Filmmaker: Can you talk how you pulled off the literal barnburner centerpiece sequence inside the Juke Joint, when Sammie sings “I Lied to You”? I’m going to remember that scene for a long, long time, and I am so glad I didn’t know anything about it when I watched the film for the first time. Did you also shoot it in one day?

Sev Ohanian: That scene is probably to this day, and probably will be even going into the future, the most complicated piece of artistic filmmaking I’ve ever witnessed in my life. By the nature of what that scene is, it’s meant to be a oner. We definitely shot it in one day. Ryan is known for doing really fun oners in his movies, and he does them with a lot of thoughtfulness. This one was no different. It was a sequence that demanded every department to be working at their highest possible level, from the actors down to the special effects team. 

Think about what the sequence is doing. We have our IMAX cameras. These magazines are so short, because the film is so large that it can only fit so much before it mags out. That means we have to find creative ways to hide the edit points. We had to have a guy on Steadicam managing this extremely difficult camera within complicated dance moves. Our dance choreographer, Aakomon Jones, had to choreograph not only 1930s-appropriate dancing, but every form of dancing ranging from hundreds of years ago to the 1990s hip hop scene, which all had to all happen in the same space.

Ludwig and Serena [Göransson], our composer and executive music producer, were on set with us for weeks while we’d be rehearsing the sequence and editing the music in real time, because sometimes the camera move would take longer than we anticipated and we needed more music to fill in the scene. [Ludwig], with his headphones on, would tweak things. If we needed to introduce a new ancestor to the shot, he had to add music specific to the ancestor and have it still flow with the rest of the song. 

Believe it or not, we literally burned our actual set. The very last piece of film that we rolled on this movie, right before we all got on our planes to go back to LA or wherever we’re from—it was kind of symbolic—we burned our actual set so that it would look realistic when the fire is spreading. Obviously the visual effects team helped with it, but that was all real fire, real special effects. It was insane, man, and props to the AD department, all the PAs, for the level of coordination we needed. It was beautiful!
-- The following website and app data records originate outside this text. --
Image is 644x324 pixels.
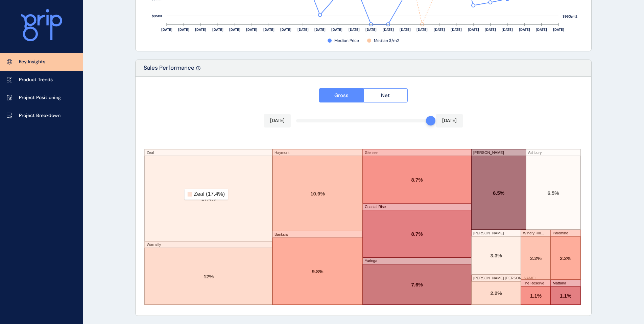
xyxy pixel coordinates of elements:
button: Gross [319,88,364,103]
p: Sales Performance [144,64,195,77]
text: $960/m2 [563,14,578,19]
span: Net [381,92,390,99]
button: Net [364,88,408,103]
p: Project Breakdown [19,113,60,119]
p: Product Trends [19,77,53,83]
p: Project Positioning [19,94,61,101]
p: Key Insights [19,59,45,65]
span: Gross [334,92,349,99]
p: [DATE] [270,118,285,124]
span: Median $/m2 [374,38,400,44]
p: [DATE] [442,118,457,124]
span: Median Price [334,38,359,44]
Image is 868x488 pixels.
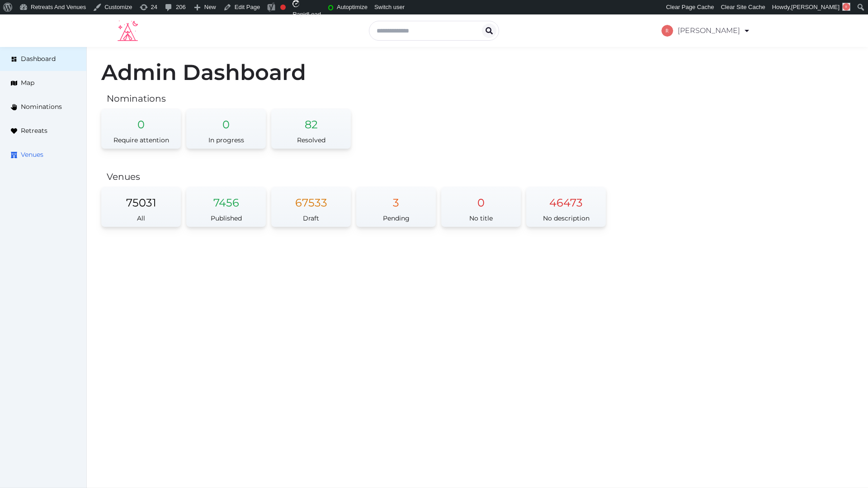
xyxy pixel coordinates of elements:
span: Clear Site Cache [721,4,765,10]
span: Pending [383,215,410,222]
span: No title [469,215,493,222]
h2: Nominations [107,92,854,105]
div: 0 [186,108,266,132]
div: 75031 [101,187,181,210]
div: 3 [356,187,436,210]
span: Dashboard [21,54,55,64]
span: Retreats [21,126,47,135]
span: [PERSON_NAME] [791,4,840,10]
a: 0No title [441,187,521,227]
span: Require attention [114,136,169,144]
h1: Admin Dashboard [101,61,854,83]
span: All [137,215,145,222]
h2: Venues [107,170,854,183]
div: 7456 [186,187,266,210]
div: 82 [271,108,351,132]
span: Clear Page Cache [666,4,714,10]
div: 67533 [271,187,351,210]
a: 82Resolved [271,108,351,148]
div: 46473 [526,187,606,210]
span: Venues [21,150,44,160]
span: Nominations [21,102,62,112]
div: 0 [101,108,181,132]
a: 0Require attention [101,108,181,148]
span: Resolved [297,136,326,144]
div: 0 [441,187,521,210]
div: Focus keyphrase not set [280,5,286,10]
a: 3Pending [356,187,436,227]
a: 46473No description [526,187,606,227]
a: 75031All [101,187,181,227]
span: Map [21,79,35,88]
a: 0In progress [186,108,266,148]
span: Draft [303,215,319,222]
span: In progress [208,136,244,144]
span: Published [210,215,241,222]
a: [PERSON_NAME] [662,18,751,43]
a: 67533Draft [271,187,351,227]
span: No description [543,215,590,222]
a: 7456Published [186,187,266,227]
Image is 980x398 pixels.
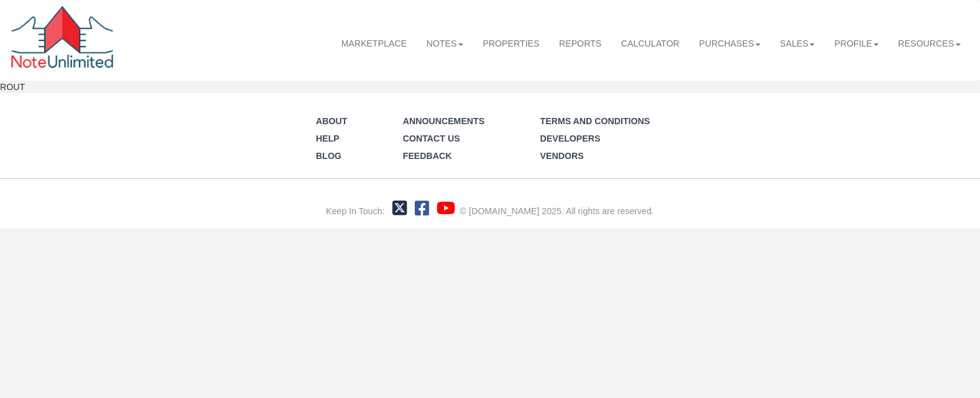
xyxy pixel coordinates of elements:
[540,151,584,161] a: Vendors
[540,116,651,126] a: Terms and Conditions
[460,205,654,217] div: © [DOMAIN_NAME] 2025. All rights are reserved.
[416,28,473,60] a: Notes
[403,116,484,126] a: Announcements
[824,28,888,60] a: Profile
[315,151,341,161] a: Blog
[611,28,689,60] a: Calculator
[689,28,769,60] a: Purchases
[549,28,611,60] a: Reports
[473,28,550,60] a: Properties
[770,28,825,60] a: Sales
[403,151,452,161] a: Feedback
[888,28,971,60] a: Resources
[315,134,339,144] a: Help
[403,134,460,144] a: Contact Us
[540,134,601,144] a: Developers
[331,28,416,60] a: Marketplace
[315,116,346,126] a: About
[326,205,384,217] div: Keep In Touch:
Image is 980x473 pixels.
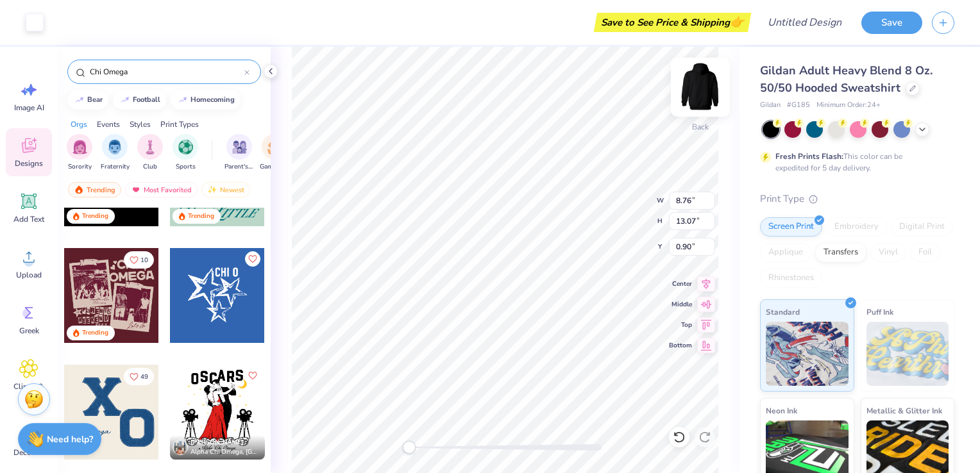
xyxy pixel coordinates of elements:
[172,134,198,171] div: filter for Sports
[131,185,141,194] img: most_fav.gif
[190,96,235,103] div: homecoming
[760,243,811,262] div: Applique
[67,91,108,109] button: bear
[224,134,254,171] div: filter for Parent's Weekend
[202,182,250,197] div: Newest
[143,140,157,154] img: Club Image
[766,322,848,386] img: Standard
[47,433,93,446] strong: Need help?
[597,13,748,32] div: Save to See Price & Shipping
[760,217,822,236] div: Screen Print
[178,140,193,154] img: Sports Image
[15,158,43,168] span: Designs
[66,134,92,171] div: filter for Sorority
[14,214,45,224] span: Add Text
[66,134,92,171] button: filter button
[760,268,822,288] div: Rhinestones
[70,119,87,130] div: Orgs
[19,325,39,336] span: Greek
[100,134,129,171] button: filter button
[245,368,261,383] button: Like
[910,243,940,262] div: Foil
[160,119,199,130] div: Print Types
[260,162,289,171] span: Game Day
[176,162,196,171] span: Sports
[124,368,154,385] button: Like
[267,140,282,154] img: Game Day Image
[73,140,87,154] img: Sorority Image
[171,91,240,109] button: homecoming
[82,211,108,221] div: Trending
[100,134,129,171] div: filter for Fraternity
[74,96,85,103] img: trend_line.gif
[82,328,108,337] div: Trending
[668,279,692,289] span: Center
[870,243,906,262] div: Vinyl
[866,403,942,417] span: Metallic & Glitter Ink
[260,134,289,171] button: filter button
[8,381,50,402] span: Clipart & logos
[138,134,163,171] button: filter button
[125,182,197,197] div: Most Favorited
[766,305,800,319] span: Standard
[97,119,120,130] div: Events
[224,162,254,171] span: Parent's Weekend
[87,96,103,103] div: bear
[14,447,45,458] span: Decorate
[766,403,797,417] span: Neon Ink
[140,257,148,264] span: 10
[245,251,261,267] button: Like
[143,162,157,171] span: Club
[68,182,121,197] div: Trending
[861,11,922,34] button: Save
[188,211,214,221] div: Trending
[14,103,45,112] span: Image AI
[668,340,692,350] span: Bottom
[172,134,198,171] button: filter button
[112,91,166,109] button: football
[232,140,247,154] img: Parent's Weekend Image
[760,192,954,206] div: Print Type
[68,162,91,171] span: Sorority
[177,96,188,103] img: trend_line.gif
[190,437,244,446] span: [PERSON_NAME]
[88,65,244,78] input: Try "Alpha"
[138,134,163,171] div: filter for Club
[190,447,260,457] span: Alpha Chi Omega, [GEOGRAPHIC_DATA][US_STATE]
[757,10,851,36] input: Untitled Design
[100,162,129,171] span: Fraternity
[120,96,130,103] img: trend_line.gif
[890,217,952,236] div: Digital Print
[775,151,843,162] strong: Fresh Prints Flash:
[866,305,893,319] span: Puff Ink
[260,134,289,171] div: filter for Game Day
[224,134,254,171] button: filter button
[815,243,866,262] div: Transfers
[668,299,692,310] span: Middle
[74,185,84,194] img: trending.gif
[108,140,122,154] img: Fraternity Image
[730,14,744,29] span: 👉
[825,217,887,236] div: Embroidery
[816,100,880,111] span: Minimum Order: 24 +
[129,119,151,130] div: Styles
[16,270,41,280] span: Upload
[133,96,160,103] div: football
[787,100,810,111] span: # G185
[140,374,148,380] span: 49
[403,441,415,454] div: Accessibility label
[668,319,692,330] span: Top
[207,185,218,194] img: newest.gif
[760,100,780,111] span: Gildan
[692,121,708,133] div: Back
[866,322,948,386] img: Puff Ink
[775,150,933,174] div: This color can be expedited for 5 day delivery.
[674,61,726,112] img: Back
[760,63,932,95] span: Gildan Adult Heavy Blend 8 Oz. 50/50 Hooded Sweatshirt
[124,251,154,268] button: Like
Filmmaker: Ryan, it was so great that you negotiated the deal with Warner Brothers for the rights to the film to revert to you in 25 years. Can you talk about that?

Ryan Coogler: I was trying to make the best movie I could, and I wanted to find a studio that valued me and valued us as a company. We’ve worked really hard and earned a lot of goodwill for how we’ve been able to deliver for folks, and we wanted a deal that would reflect that. This movie was based on my family, inspired by my relationships that were affected by lost time making these other movies [referring to the Black Panther films and Creed], making these companies all this money. These are not altruistic people, they’re business people. I’m so glad that Warner Brothers stepped up.

Zinzi Coogler: And just a small add: it’s not the first or only deal of its kind. We were advocating for something that is not unique. We’re just grateful, like Ryan said, that we were able to find this film a home who could support us through the finish line. Our ultimate goal every day was to think about the theatrical experience and hope people just share in our joy, and have a raucous and rolling good time.

Ryan Coogler: Hopefully, knock on wood, I’m around in 25 years. [Laughs] [Until then] for me, I want to thrill the global film audience, who has shown up for me so many times, on a big giant screen, in a room full of strangers.